Linkin Park are once again in a state of transition, but their latest jump between albums is much less of a leap than some of their past attempts to break the mold. As they declare in their new single 'Burn It Down,' they're building it all to break it back down, and if anything, the group has taken some of those broken mold pieces and repositioned them into a more modern sound in their latest effort 'Living Things.'

The album as a whole continues to expand their world-view writing like what listeners got with 'A Thousand Suns,' but it also adds more of the anger that was prevalent in their earliest work, 'Hybrid Theory.' Tracks like 'Lies Greed Misery' and 'Victimized' go down like bitter pills, with Mike Shinoda spitting some hard hitting rhymes in the former and Chester Bennington giving his most unhinged screams on the latter.
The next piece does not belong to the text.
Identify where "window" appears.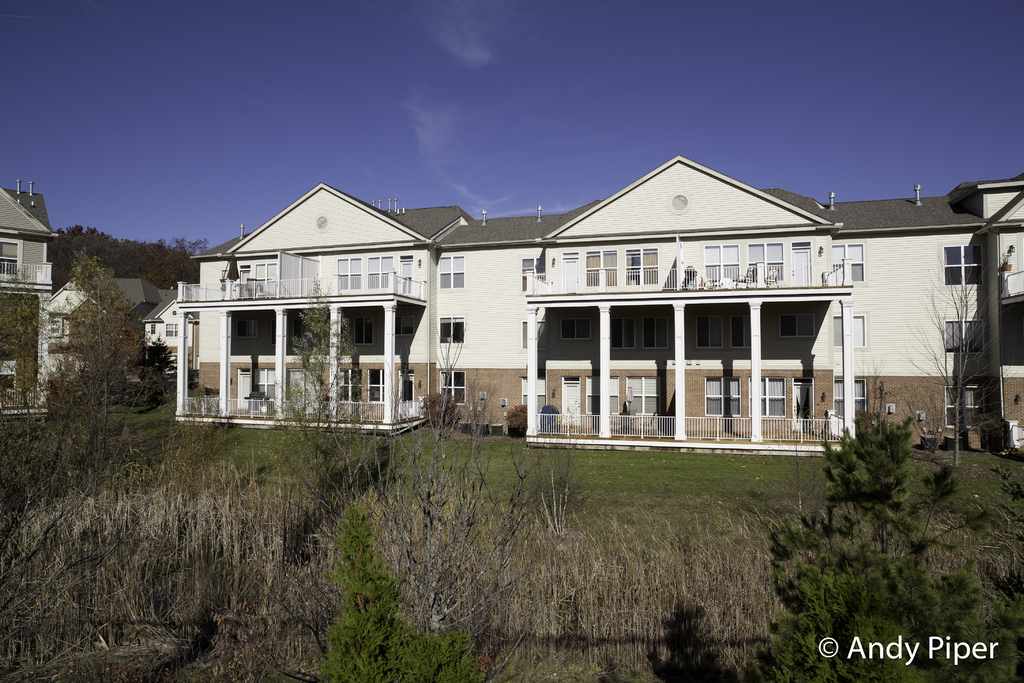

On a musical level, one thing that is evident with 'Living Things' is the continued emergence of Joe Hahn within the musical scheme. Tracks like the album opener 'Lost in the Echo,' the radio hit 'Burn it Down,' and the darker cut 'Castle of Glass' all feature very different electronic elements and unique sounding samples that the band have added to their musical palette. Drummer Rob Bourdon is also an unsung hero on this disc, with a solid breakdown during 'In My Remains' and a thorough bashing to open 'Victimized.'

Lyrically, heartbreak and loss play prominently throughout the record and the theme of broken promises turns up in several songs. In the album closer, 'Powerless,' the group makes the observation, "10,000 promises, 10,000 ways to lose / You held it all, but you were careless to let it fall / I was by your side, powerless."

'In My Remains' offers the sing-along, "Like an army falling one by one by one," and 'Roads Untraveled' serves up a fresh dose of personal pain in the harsh line, "The love that you lost isn't worth what it cost and in time you'll be glad that it's gone."

The group also shines on the cut 'I'll Be Gone,' which shows a duality in the lyrics that could be applied both to a personal relationship or our own imprint on the world we leave after we've left this mortal coil. With lyrics like "Let the sun fade out and another one rise, I'll be gone," are Linkin Park getting their darkest before the next day dawns? If so, we as living things might want to take a closer look at what they're laying down before their post-apocalyptic vision comes to fruition.